English: USGS map of Yellowstone Caldera showi...

English: USGS map of Yellowstone Caldera showing earthquake locations. (Photo credit: Wikipedia)

The first earthquake I experienced was the Yellowstone event in August of 1959.  Maybe I was 5.  All I remember really is seeing my mother upset in the middle of the night.  We had passed through Yellowstone that day and were in a motel room just west of there.  She thought a semi had rumbled off the road just outside but couldn’t see anything.
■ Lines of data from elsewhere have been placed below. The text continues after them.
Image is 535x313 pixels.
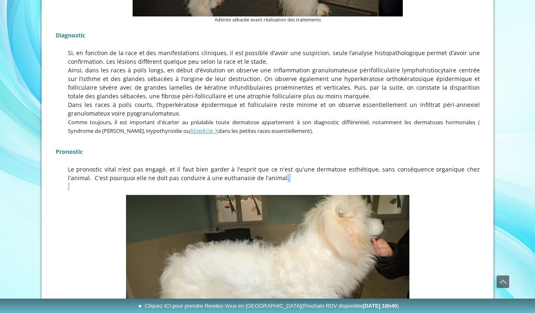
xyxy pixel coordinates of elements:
[56,100,479,118] p: Dans les races à poils courts, l’hyperkératose épidermique et folliculaire reste minime et on obs...
[363,303,397,309] b: [DATE] 16h40
[56,148,83,156] span: Pronostic
[138,303,399,309] span: ► Cliquez ICI pour prendre Rendez-Vous en [GEOGRAPHIC_DATA]
[56,165,479,182] p: Le pronostic vital n’est pas engagé, et il faut bien garder à l'esprit que ce n'est qu'une dermat...
[56,31,85,39] span: Diagnostic
[68,119,479,135] span: Comme toujours, il est important d'écarter au préalable toute dermatose appartement à son diagnos...
[218,127,313,135] span: dans les petites races essentiellement).
[301,303,399,309] span: (Prochain RDV disponible )
[132,16,402,23] figcaption: Adénite sébacée avant réalisation des traitements
[56,49,479,66] p: Si, en fonction de la race et des manifestations cliniques, il est possible d’avoir une suspicion...
[56,66,479,100] p: Ainsi, dans les races à poils longs, en début d’évolution on observe une inflammation granulomate...
[496,275,509,288] a: Défiler vers le haut
[496,276,509,288] span: Défiler vers le haut
[190,127,218,135] a: Alopécie X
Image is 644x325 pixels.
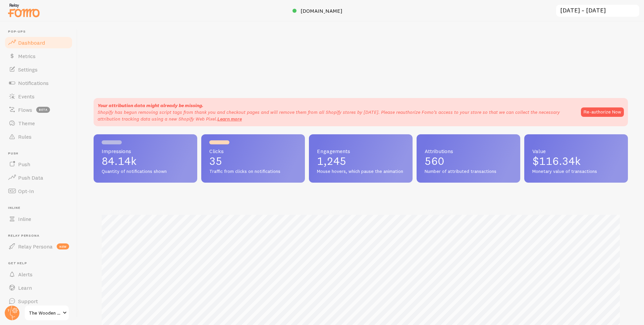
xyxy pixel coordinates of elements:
span: Quantity of notifications shown [102,168,189,175]
a: Alerts [4,267,73,281]
span: Impressions [102,148,189,154]
a: Events [4,89,73,103]
p: 1,245 [317,156,404,166]
span: Learn [18,284,32,291]
span: Opt-In [18,188,34,195]
span: Inline [8,206,73,210]
a: Inline [4,212,73,226]
a: Metrics [4,49,73,63]
a: Settings [4,63,73,76]
span: Dashboard [18,39,45,46]
span: Number of attributed transactions [424,168,512,175]
a: Notifications [4,76,73,89]
span: Monetary value of transactions [533,168,620,175]
a: Theme [4,116,73,130]
span: Value [533,148,620,154]
a: Dashboard [4,36,73,49]
p: 35 [209,156,297,166]
span: Relay Persona [8,234,73,238]
a: Learn more [217,116,242,122]
a: Relay Persona new [4,240,73,253]
span: Alerts [18,271,33,278]
img: fomo-relay-logo-orange.svg [7,1,41,19]
span: Support [18,298,38,304]
span: Settings [18,66,37,73]
span: Push [18,161,30,168]
span: Clicks [209,148,297,154]
span: Inline [18,216,31,222]
span: Mouse hovers, which pause the animation [317,168,404,175]
span: Rules [18,133,32,140]
p: Shopify has begun removing script tags from thank you and checkout pages and will remove them fro... [98,109,574,122]
span: Push [8,152,73,156]
a: Support [4,295,73,308]
span: Pop-ups [8,30,73,34]
span: Metrics [18,53,35,60]
span: beta [36,107,50,113]
span: Engagements [317,148,404,154]
span: $116.34k [533,155,581,168]
a: Flows beta [4,103,73,116]
a: Rules [4,130,73,143]
strong: Your attribution data might already be missing. [98,103,204,108]
a: Opt-In [4,184,73,197]
p: 560 [424,156,512,166]
a: Push [4,157,73,171]
span: Get Help [8,261,73,265]
p: 84.14k [102,156,189,166]
button: Re-authorize Now [581,107,624,117]
span: Relay Persona [18,243,53,249]
span: new [57,243,69,249]
span: Theme [18,120,35,127]
a: The Wooden Wick Co. [24,305,69,321]
span: Notifications [18,80,48,87]
span: Traffic from clicks on notifications [209,168,297,175]
span: Push Data [18,174,44,181]
span: The Wooden Wick Co. [29,309,61,317]
span: Attributions [424,148,512,154]
span: Events [18,93,35,100]
span: Flows [18,107,33,113]
a: Learn [4,281,73,295]
a: Push Data [4,171,73,184]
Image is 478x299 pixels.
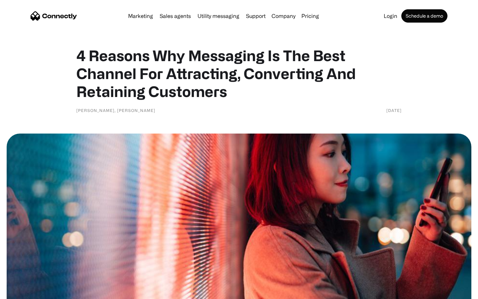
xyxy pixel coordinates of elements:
div: [PERSON_NAME], [PERSON_NAME] [76,107,155,114]
h1: 4 Reasons Why Messaging Is The Best Channel For Attracting, Converting And Retaining Customers [76,46,402,100]
a: Marketing [125,13,156,19]
aside: Language selected: English [7,287,40,296]
div: Company [271,11,295,21]
a: Support [243,13,268,19]
a: Login [381,13,400,19]
a: Sales agents [157,13,193,19]
a: Utility messaging [195,13,242,19]
a: Schedule a demo [401,9,447,23]
a: Pricing [299,13,322,19]
ul: Language list [13,287,40,296]
div: [DATE] [386,107,402,114]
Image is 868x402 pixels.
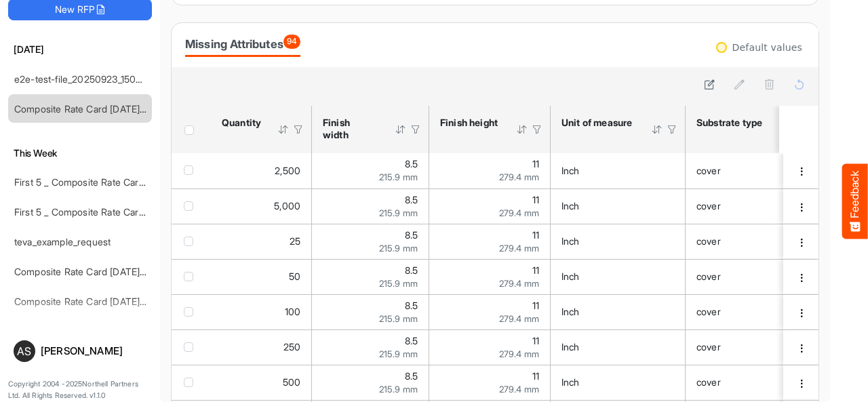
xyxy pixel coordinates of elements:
button: dropdownbutton [794,236,809,249]
span: cover [697,376,721,388]
div: Substrate type [697,117,764,129]
h6: [DATE] [8,42,152,57]
span: 215.9 mm [379,278,418,289]
td: 11 is template cell Column Header httpsnorthellcomontologiesmapping-rulesmeasurementhasfinishsize... [430,329,550,365]
td: cover is template cell Column Header httpsnorthellcomontologiesmapping-rulesmaterialhassubstratem... [686,189,816,224]
span: 8.5 [405,158,418,170]
td: f1f068bd-4348-4554-8266-0bc9aca7a46f is template cell Column Header [783,189,821,224]
button: dropdownbutton [794,165,809,178]
td: bb1b2705-512c-4368-9b74-30320edcfbe6 is template cell Column Header [783,294,821,329]
td: 0fb1d049-9dfa-4542-9603-665bda7416c4 is template cell Column Header [783,329,821,365]
p: Copyright 2004 - 2025 Northell Partners Ltd. All Rights Reserved. v 1.1.0 [8,379,152,402]
span: Inch [561,165,580,176]
div: Default values [733,43,802,52]
td: 5000 is template cell Column Header httpsnorthellcomontologiesmapping-rulesorderhasquantity [211,189,312,224]
span: 11 [532,158,539,170]
span: 279.4 mm [499,208,539,218]
td: Inch is template cell Column Header httpsnorthellcomontologiesmapping-rulesmeasurementhasunitofme... [550,365,686,400]
span: 215.9 mm [379,384,418,395]
a: Composite Rate Card [DATE]_smaller [15,296,175,307]
span: 100 [284,306,300,318]
div: Finish height [440,117,499,129]
td: 11 is template cell Column Header httpsnorthellcomontologiesmapping-rulesmeasurementhasfinishsize... [430,259,550,294]
span: 8.5 [405,194,418,206]
span: cover [697,341,721,353]
div: Filter Icon [666,124,678,135]
span: 279.4 mm [499,243,539,253]
div: Unit of measure [561,117,633,129]
span: Inch [561,341,580,353]
div: Quantity [222,117,260,129]
div: Filter Icon [409,124,422,135]
td: cover is template cell Column Header httpsnorthellcomontologiesmapping-rulesmaterialhassubstratem... [686,153,816,189]
span: 94 [284,35,300,49]
a: Composite Rate Card [DATE]_smaller [15,266,175,278]
td: 8.5 is template cell Column Header httpsnorthellcomontologiesmapping-rulesmeasurementhasfinishsiz... [312,189,430,224]
td: 11 is template cell Column Header httpsnorthellcomontologiesmapping-rulesmeasurementhasfinishsize... [430,294,550,329]
td: checkbox [171,224,211,259]
span: Inch [561,376,580,388]
td: 11 is template cell Column Header httpsnorthellcomontologiesmapping-rulesmeasurementhasfinishsize... [430,189,550,224]
span: 2,500 [275,165,300,176]
span: 500 [283,376,300,388]
td: 11 is template cell Column Header httpsnorthellcomontologiesmapping-rulesmeasurementhasfinishsize... [430,224,550,259]
span: 50 [289,271,300,283]
span: 279.4 mm [499,278,539,289]
td: acf271b3-e184-4057-83de-7d7ab21f930a is template cell Column Header [783,153,821,189]
span: 11 [532,229,539,241]
span: 11 [532,265,539,276]
span: cover [697,236,721,247]
button: dropdownbutton [794,201,809,214]
button: dropdownbutton [794,307,809,320]
td: checkbox [171,329,211,365]
td: 500 is template cell Column Header httpsnorthellcomontologiesmapping-rulesorderhasquantity [211,365,312,400]
span: 11 [532,335,539,347]
span: 279.4 mm [499,384,539,395]
div: [PERSON_NAME] [41,346,146,356]
td: 25 is template cell Column Header httpsnorthellcomontologiesmapping-rulesorderhasquantity [211,224,312,259]
span: 11 [532,300,539,312]
td: d8a6a356-9921-4222-af14-bf5efec5b2f3 is template cell Column Header [783,365,821,400]
div: Filter Icon [292,124,305,135]
td: Inch is template cell Column Header httpsnorthellcomontologiesmapping-rulesmeasurementhasunitofme... [550,153,686,189]
span: 215.9 mm [379,171,418,182]
span: 8.5 [405,370,418,382]
button: dropdownbutton [794,377,809,391]
span: 8.5 [405,335,418,347]
a: teva_example_request [15,236,110,247]
button: Feedback [842,164,868,239]
td: Inch is template cell Column Header httpsnorthellcomontologiesmapping-rulesmeasurementhasunitofme... [550,329,686,365]
span: 250 [284,341,300,353]
span: 11 [532,370,539,382]
span: AS [17,346,31,357]
td: Inch is template cell Column Header httpsnorthellcomontologiesmapping-rulesmeasurementhasunitofme... [550,259,686,294]
span: Inch [561,236,580,247]
td: cover is template cell Column Header httpsnorthellcomontologiesmapping-rulesmaterialhassubstratem... [686,294,816,329]
span: Inch [561,200,580,211]
span: 8.5 [405,229,418,241]
td: b0764069-587f-4cc0-bd75-6fe6253af1c4 is template cell Column Header [783,259,821,294]
td: 2500 is template cell Column Header httpsnorthellcomontologiesmapping-rulesorderhasquantity [211,153,312,189]
button: dropdownbutton [794,271,809,285]
span: 279.4 mm [499,171,539,182]
span: cover [697,200,721,211]
td: Inch is template cell Column Header httpsnorthellcomontologiesmapping-rulesmeasurementhasunitofme... [550,189,686,224]
span: 279.4 mm [499,349,539,359]
td: Inch is template cell Column Header httpsnorthellcomontologiesmapping-rulesmeasurementhasunitofme... [550,224,686,259]
a: Composite Rate Card [DATE]_smaller [15,103,175,115]
td: cover is template cell Column Header httpsnorthellcomontologiesmapping-rulesmaterialhassubstratem... [686,224,816,259]
td: 11 is template cell Column Header httpsnorthellcomontologiesmapping-rulesmeasurementhasfinishsize... [430,365,550,400]
span: 215.9 mm [379,314,418,324]
td: cover is template cell Column Header httpsnorthellcomontologiesmapping-rulesmaterialhassubstratem... [686,329,816,365]
td: 11 is template cell Column Header httpsnorthellcomontologiesmapping-rulesmeasurementhasfinishsize... [430,153,550,189]
td: 8.5 is template cell Column Header httpsnorthellcomontologiesmapping-rulesmeasurementhasfinishsiz... [312,259,430,294]
span: 215.9 mm [379,208,418,218]
span: 215.9 mm [379,349,418,359]
td: 8.5 is template cell Column Header httpsnorthellcomontologiesmapping-rulesmeasurementhasfinishsiz... [312,329,430,365]
td: 8.5 is template cell Column Header httpsnorthellcomontologiesmapping-rulesmeasurementhasfinishsiz... [312,153,430,189]
span: cover [697,271,721,283]
td: 8.5 is template cell Column Header httpsnorthellcomontologiesmapping-rulesmeasurementhasfinishsiz... [312,294,430,329]
span: 215.9 mm [379,243,418,253]
td: checkbox [171,294,211,329]
span: cover [697,306,721,318]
Morning Glory poolWe returned to Yellowstone when I was ten, camping in our brand new Nimrod tent trailer.  I do remember that trip, especially the bears banging the trash cans outside in the dark.  We climbed our first mountain, Mt. Washburn.  Gazed in marvel at

Morning Glory pool. I took some shaky black and white photos with a small square camera.

The Mountain That Fell

The Mountain That Fell

The devastation from the earthquake was apparent.  A highway disappeared into a lake.  A house/cabin sat half-submerged.  Giant boulders rested across the valley from the mountains where they rolled down from.  Huge.

Rolled down the mountain, across the valley and up the other side

Rolled down the mountain, across the valley and up the other side

In time, I made sure our kids saw the park, too.  Our youngest was ten. I just looked at the photos;  there’s a camera around her neck.    I used to hear them whine about being the only kids who’d never been to Disney World.  I pointed out that they had climbed a mountain, camped on an ocean beach, and seen every waterfall and cave that we’d ever been close to.  They got it.  I still don’t think they’ve been to Disney World.

My second earthquake (4 of the 6 have been in Illinois) was in the 70’s when I awoke in the night with my bed bouncing up and down.  No.  I didn’t do drugs.  {And now, #7.  Italy again.  Poolside.}

The third was in the 90’s.  I was sitting in the car during Intrepid’s dance lesson when the car started a slow up and down, very subtle bounce.  Sustained.  I looked at the railroad tracks:  empty.  Hmmm.  I listened to the news that evening.  A deep quake had occurred in South America but had been felt in skyscrapers as far away as Toronto.  I was excited so I called the US Geologic guys out in Colorado to report it.  I’m not sure if they made a note of it, but I thought they’d want to know.

The fourth was ten years ago north of Bologna, and the bed was flying sideways in the dark.  Giant headlines in the paper: TERREMOTO.  (I learned a couple other words that trip, including “andiamo”–what John Wayne yelled every time he jumped on his horse to go chase the bad guys–and “basta”–what the waiter kept asking.  I thought he was saying “more pasta?”    “No, no.  I’m stuffed.  No more.”   He just wanted to clear my plate.

The most recent two were in central Illinois.  Again, a bed shook, but first the windows rattled.  Then, later that morning, the aftershock.  I was in the upstairs of a barn.  It swayed.

New Madrid fault and earthquake-prone region c...

Interesting that the New Madrid earthquakes of 1811-12 rang a bell in Philadelphia.  An eye witness said the land rolled so much that trees rocked horizontally.  The Mississippi was re-routed.  They say the fault is due to slip again.  Maybe overdue.  The VA  down that way took the top six stories off its Hospital and reinforced the lower twelve stories.  Just in case.

There is chatter about how the Yellowstone caldera is heating up/acting up/lifting up.  Last time she blew, there was ashfall all the way through Nebraska.  If my search for Forrest Fenn’s TheThrill of the Chase treasure takes me out that way, maybe I’ll tarry scant  if the earth moves.

English: "At Yellowstone and some other v...

English: “At Yellowstone and some other volcanoes, some scientists theorize that the earth’s crust fractures and cracks in a concentric or ring-fracture pattern. At some point these cracks reach the magma “reservoir,” release the pressure, and the volcano explodes. The huge amount of material released causes the volcano to collapse into a huge crater—a caldera.” From nps.gov (Photo credit: Wikipedia)

Like Jimmy Buffet sang, “I don’t know where I’ma gonna go when the volcano blows.”